Opening my heart, only to have it broken again. -a thought I wrote during worship last year
Whenever you have an encounter with God, you are different. -Randy McMillen (during a sermon sometime in the last year)
Today's sermon made me cry. Actually, weep is a better term, because I was crying so hard that I had to grab the entire box of tissues on the table in the back of the worship space. It's the fifteenth time in as many months that Randy's sermon has made me cry, and the fifth time I've actually wept during the sermon. Not that I'm counting or anything.
I think it's become sort of a joke at OG...or at least among the people who know me well there...that Patti cries during Randy's sermons. The word is definitely "out" after today, because about ten people came up to me after the service, hugged me, and asked me what was wrong. I then told them why I was crying. I can understand why people are taken aback when I cry so readily at Randy's sermons...because I've never been a "cry during worship" person, and not a lot of people are. But then, I've never experienced God so powerfully anywhere else.
I have written about my awful, no good, very bad experience in my first appointment (look at the label "Danville-gate" for those posts). I have shared parts of it with many people at Oak Grove, and Randy knows most of the whole sordid tale. It was devastating, and two of the worst after-effects were that my relationship with God was damaged, and so was my sense of self-worth...I often entertained thoughts of turning in my ministerial credentials (the nifty sheet of paper that lets me act in the capacity of a pastor, according to the United Methodist Church), because I no longer had any passion for ministry or sense of calling.
After going around to various churches, my family began attending OG in 2009, because it had a great contemporary service. For over a year, my worship attendance and participation were purely out of habit. Over time, my heart began to heal, mostly because I began to experience the people of OG loving and embracing my family and me. Little things that said, "I care" kept chipping away at my hardened and broken heart, because I was experiencing the church (the people of God) being the church (the chosen vehicle to bringing God's hope and healing to a broken world and broken people).

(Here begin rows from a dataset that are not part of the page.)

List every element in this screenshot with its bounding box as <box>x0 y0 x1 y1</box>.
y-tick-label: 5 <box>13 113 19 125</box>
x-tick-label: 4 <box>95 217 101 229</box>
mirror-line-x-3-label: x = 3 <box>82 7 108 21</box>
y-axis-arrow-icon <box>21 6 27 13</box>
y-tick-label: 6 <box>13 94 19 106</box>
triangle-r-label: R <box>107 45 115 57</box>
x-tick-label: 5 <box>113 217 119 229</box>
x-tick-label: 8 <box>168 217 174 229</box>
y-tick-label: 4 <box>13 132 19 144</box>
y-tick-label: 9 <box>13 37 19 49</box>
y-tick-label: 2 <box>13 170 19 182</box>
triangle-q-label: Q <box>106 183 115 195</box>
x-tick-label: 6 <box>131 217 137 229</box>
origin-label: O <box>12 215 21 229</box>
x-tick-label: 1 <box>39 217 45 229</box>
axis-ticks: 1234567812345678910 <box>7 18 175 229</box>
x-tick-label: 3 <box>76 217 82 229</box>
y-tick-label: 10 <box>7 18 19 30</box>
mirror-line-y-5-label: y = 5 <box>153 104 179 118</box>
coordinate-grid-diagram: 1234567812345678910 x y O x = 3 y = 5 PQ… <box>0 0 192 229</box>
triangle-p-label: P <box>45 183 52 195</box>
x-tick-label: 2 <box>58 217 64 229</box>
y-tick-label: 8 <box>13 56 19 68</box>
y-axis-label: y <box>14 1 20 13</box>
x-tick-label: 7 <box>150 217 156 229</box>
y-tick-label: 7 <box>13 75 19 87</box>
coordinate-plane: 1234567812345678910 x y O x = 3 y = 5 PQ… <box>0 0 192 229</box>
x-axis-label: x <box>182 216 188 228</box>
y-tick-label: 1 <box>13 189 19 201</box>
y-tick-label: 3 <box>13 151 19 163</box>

Eventually, I got to a point where I was willing to really engage in and commit to the body of Christ again, so we joined OG and began financially supporting a congregation for the first time in three years.
That's when I began really listening to Randy's sermons, and when God began speaking to me in a very powerful way. I was reminded of Whose I am (a child of God, a person of worth) and who I am and who God is calling me to be (a pastor). I made the commitment to go back under appointment (to be a pastor), and began seeking out opportunities to serve God, to serve God's people, and to use my gifts for ministry.

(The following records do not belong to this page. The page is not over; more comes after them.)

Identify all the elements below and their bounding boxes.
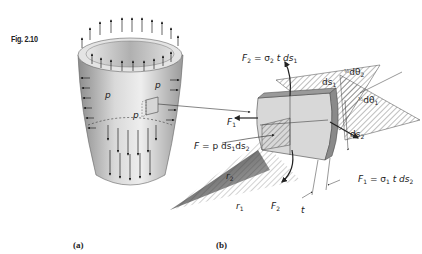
p-symbol: p bbox=[155, 80, 161, 90]
panel-a-label: (a) bbox=[73, 241, 84, 250]
label-ds1: ds1 bbox=[322, 78, 336, 88]
label-thickness: t bbox=[301, 206, 305, 215]
pressure-label-bottom: p bbox=[133, 111, 139, 120]
p-symbol: p bbox=[133, 110, 139, 120]
label-r1: r1 bbox=[236, 202, 244, 212]
figure-number: Fig. 2.10 bbox=[11, 35, 38, 44]
pressure-label-left: p bbox=[105, 91, 111, 100]
panel-b-label: (b) bbox=[216, 241, 227, 250]
label-ds2: ds2 bbox=[350, 130, 364, 140]
label-half-dtheta1: ½dθ1 bbox=[358, 96, 378, 106]
label-F2-top: F2 = σ2 t ds1 bbox=[242, 54, 297, 64]
pressure-label-right: p bbox=[155, 81, 161, 90]
figure-canvas bbox=[0, 0, 422, 254]
stress-element bbox=[257, 88, 339, 160]
label-F1-left: F1 bbox=[227, 118, 236, 128]
label-F2-bottom: F2 bbox=[271, 202, 280, 212]
label-half-dtheta2: ½dθ2 bbox=[344, 68, 364, 78]
label-pressure-force: F = p ds1ds2 bbox=[194, 142, 250, 152]
shell-of-revolution bbox=[78, 38, 183, 185]
p-symbol: p bbox=[105, 90, 111, 100]
label-r2: r2 bbox=[226, 172, 234, 182]
label-F1-right: F1 = σ1 t ds2 bbox=[358, 175, 413, 185]
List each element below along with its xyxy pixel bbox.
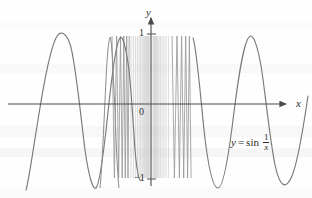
curve-sin-one-over-x <box>26 33 308 190</box>
origin-label: 0 <box>139 107 144 117</box>
plot-canvas <box>0 0 312 198</box>
equation-lhs: y <box>231 137 236 148</box>
x-axis-label: x <box>296 98 301 109</box>
equation-function: sin <box>246 137 259 148</box>
equation-equals: = <box>238 137 244 148</box>
y-tick-label-negative-one: −1 <box>134 173 145 183</box>
y-tick-label-one: 1 <box>139 28 144 38</box>
fraction-denominator: x <box>263 143 269 152</box>
dense-oscillation-region <box>131 36 169 178</box>
equation-annotation: y = sin 1 x <box>231 133 269 153</box>
equation-fraction: 1 x <box>263 133 270 153</box>
figure-sin-one-over-x: y x 1 0 −1 y = sin 1 x <box>0 0 312 198</box>
y-axis-label: y <box>146 7 151 18</box>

Over the past year, God has transformed me, reminded me of gifts that I had forgotten, and shown me new gifts that I didn't know I possessed. God has given me the strength and love to open my heart and reach out to others, and renewed my passion for ministry and my heart for God's people. And that has all taken place in the context of Oak Grove United Methodist Church, in the midst of this wonderful (yet far far from perfect) congregation. For that I will be forever grateful.
Today's worship experience, and particularly the sermon, reminded me powerfully of two things: first, it reminded me of all that God has done and is doing through OG to touch my life and the lives of others. Second, it reminded me that in a few months I will have to leave OG, and how painful that leaving will be. My heart, which God softened and opened wide, will once again be broken by having to leave people and a church that I love...a church whose vision resonates in the deepest part of who I am, as a person and as I pastor.

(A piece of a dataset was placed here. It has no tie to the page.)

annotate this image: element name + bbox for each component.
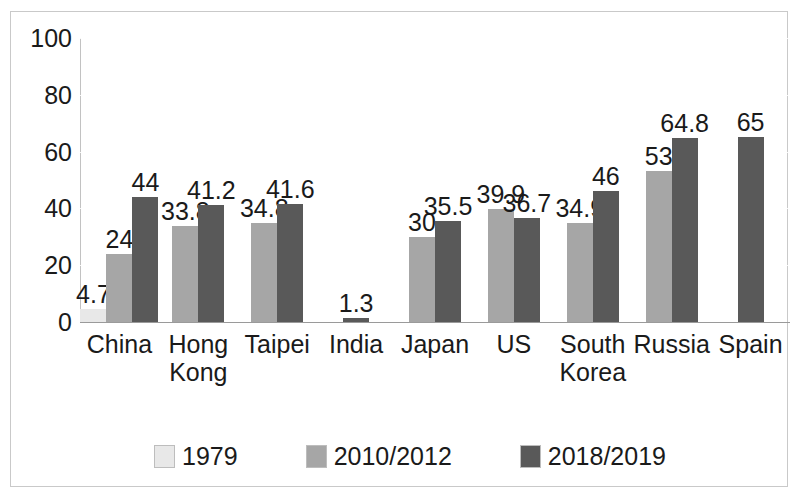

I would love to be able to stay at OG...to continue to be a part of what God is doing here. However, because of all that God has done and is doing at OG and in my life, I am changed. I am becoming who God has called me to be, and that involves becoming a pastor again, and having my own congregation to lead and my own congregation with which to dream. So, some Sunday in June, you will see me weeping during, after, and possibly even before, worship. And it may be because Randy's sermon has (in the words of a friend) "touched me for the 32 millionth time". However, it will most likely be because my heart will be breaking over the thought of leaving a pastor and congregation with whom and through whom I have experienced God so powerfully, and whose loving, embracing and challenging have helped me rediscover my true worth, rediscover my calling, and reveal the pastor who God is calling me to be. When I re-enter the pulpit on July 1, 2012, I will not be the same pastor I was in July 2006. Nor will I be the same pastor I was in May 2008, when I left full-time ministry. I have been changed and transformed because of the ways that God has worked and is working through the people of Oak Grove United Methodist Church.
So, people of Oak Grove, keep loving. Keep embracing. Keep challenging. Keep stepping out in faith and following God's vision, because God has done, and is doing, amazing things at Oak Grove. I, and so many others, are proof of it.
So, people of Oak Grove, keep loving. Keep embracing. Keep challenging. Keep stepping out in faith and following God's vision, because God has done, and is doing, amazing things at Oak Grove. I, and so many others, are proof of it.